Hello everyone
I have a particular setup I want to discuss/get input from the community on. I have a customer in the works of moving from a VPN infrastructure to use Aruba and RAP-5. The customer have many offices geographically spread across out country. For the moment it's about 40-50 very small offices.
We now have a RAP-5 in place at all the offices, running fine with WLAN and using the Ethernet ports for printers etc.
The customer has insisted on having a separate IP subnet for WLAN and cable on each site. This totals a lot of VLAN and also wants to use Aruba as DHCP for these VLANs. The reason for using Aruba as DHCP is that the customer don't have a good infrastructure behind at the moment, but moving to a full AD, RADIUS etc.
They also want to have separate VLAN for WLAN/cable for each site, for easier troubleshooting. If a customer with the given IP is having problems they will instantly know which location the problem is at. I have told them that this is not an optimal solution, but VLAN wise and DHCP wise.
That have 2 3x00 controllers which shall be in a master-standby setup when things are up and running. But because of the sheer number of VLANs and especially DHCP scopes, I see a problem when running controllers in VRRP.
The DHCP scopes with 254 hosts is clearly an overkill at each location, but for the standby to work correctly and not having 2 DHCP servers on the same VLAN, what is the recommended setup for this.
If the master fails, the standby should have the same VLAN and same scope so that users can reach their local printer etc.
I know this is not the ideal setup and I have made that clear to the customer, but as we know the customer always is correct :D
I was thinking about splitting the scope in 2, putting the 2 parts on each controller.
The real problem is that I might need to add one VRRP instance for each DHCP scope to have a VRRP IP for each DHCP to use as gateway.
Hope anyone can brainstorm a bit with me to setup this in a somewhat sensible way.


*TASK REQUIREMENTS*:
The lines from the one with "Find the location of a" through the last line below are to be copied exactly; no other lines are to be returned.

Records excerpted from a collection:
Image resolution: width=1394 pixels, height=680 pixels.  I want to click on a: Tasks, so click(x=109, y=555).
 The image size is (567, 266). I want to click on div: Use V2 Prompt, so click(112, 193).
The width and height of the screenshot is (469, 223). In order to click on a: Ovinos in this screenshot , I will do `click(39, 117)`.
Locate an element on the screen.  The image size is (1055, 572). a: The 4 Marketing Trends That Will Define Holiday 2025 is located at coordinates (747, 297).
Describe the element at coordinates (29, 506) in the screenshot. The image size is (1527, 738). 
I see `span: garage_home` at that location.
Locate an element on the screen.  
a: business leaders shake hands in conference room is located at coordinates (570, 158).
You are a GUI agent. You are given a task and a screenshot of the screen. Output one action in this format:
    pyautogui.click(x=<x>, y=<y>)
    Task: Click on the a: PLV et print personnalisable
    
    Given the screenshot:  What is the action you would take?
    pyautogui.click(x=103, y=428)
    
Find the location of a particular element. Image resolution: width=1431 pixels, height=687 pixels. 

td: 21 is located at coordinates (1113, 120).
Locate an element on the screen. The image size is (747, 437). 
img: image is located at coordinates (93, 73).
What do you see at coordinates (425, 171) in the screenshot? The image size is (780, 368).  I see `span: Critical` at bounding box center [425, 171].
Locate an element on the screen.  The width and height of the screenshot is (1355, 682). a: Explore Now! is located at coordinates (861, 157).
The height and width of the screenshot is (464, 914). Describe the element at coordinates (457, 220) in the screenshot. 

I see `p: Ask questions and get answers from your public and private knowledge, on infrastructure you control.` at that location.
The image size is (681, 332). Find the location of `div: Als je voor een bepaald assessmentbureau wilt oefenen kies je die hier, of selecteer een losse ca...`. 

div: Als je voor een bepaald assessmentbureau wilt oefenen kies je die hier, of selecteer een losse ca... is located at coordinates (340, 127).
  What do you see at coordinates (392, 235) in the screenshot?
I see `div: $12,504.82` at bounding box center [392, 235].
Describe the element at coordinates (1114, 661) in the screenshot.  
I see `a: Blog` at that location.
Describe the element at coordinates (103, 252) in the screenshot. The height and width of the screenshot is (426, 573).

*THE COMPLETED TASK*:
Find the location of a particular element. Image resolution: width=1431 pixels, height=687 pixels. 

td: 21 is located at coordinates (1113, 120).
Locate an element on the screen. The image size is (747, 437). 
img: image is located at coordinates (93, 73).
What do you see at coordinates (425, 171) in the screenshot? The image size is (780, 368).  I see `span: Critical` at bounding box center [425, 171].
Locate an element on the screen.  The width and height of the screenshot is (1355, 682). a: Explore Now! is located at coordinates (861, 157).
The height and width of the screenshot is (464, 914). Describe the element at coordinates (457, 220) in the screenshot. 

I see `p: Ask questions and get answers from your public and private knowledge, on infrastructure you control.` at that location.
The image size is (681, 332). Find the location of `div: Als je voor een bepaald assessmentbureau wilt oefenen kies je die hier, of selecteer een losse ca...`. 

div: Als je voor een bepaald assessmentbureau wilt oefenen kies je die hier, of selecteer een losse ca... is located at coordinates (340, 127).
  What do you see at coordinates (392, 235) in the screenshot?
I see `div: $12,504.82` at bounding box center [392, 235].
Describe the element at coordinates (1114, 661) in the screenshot.  
I see `a: Blog` at that location.
Describe the element at coordinates (103, 252) in the screenshot. The height and width of the screenshot is (426, 573).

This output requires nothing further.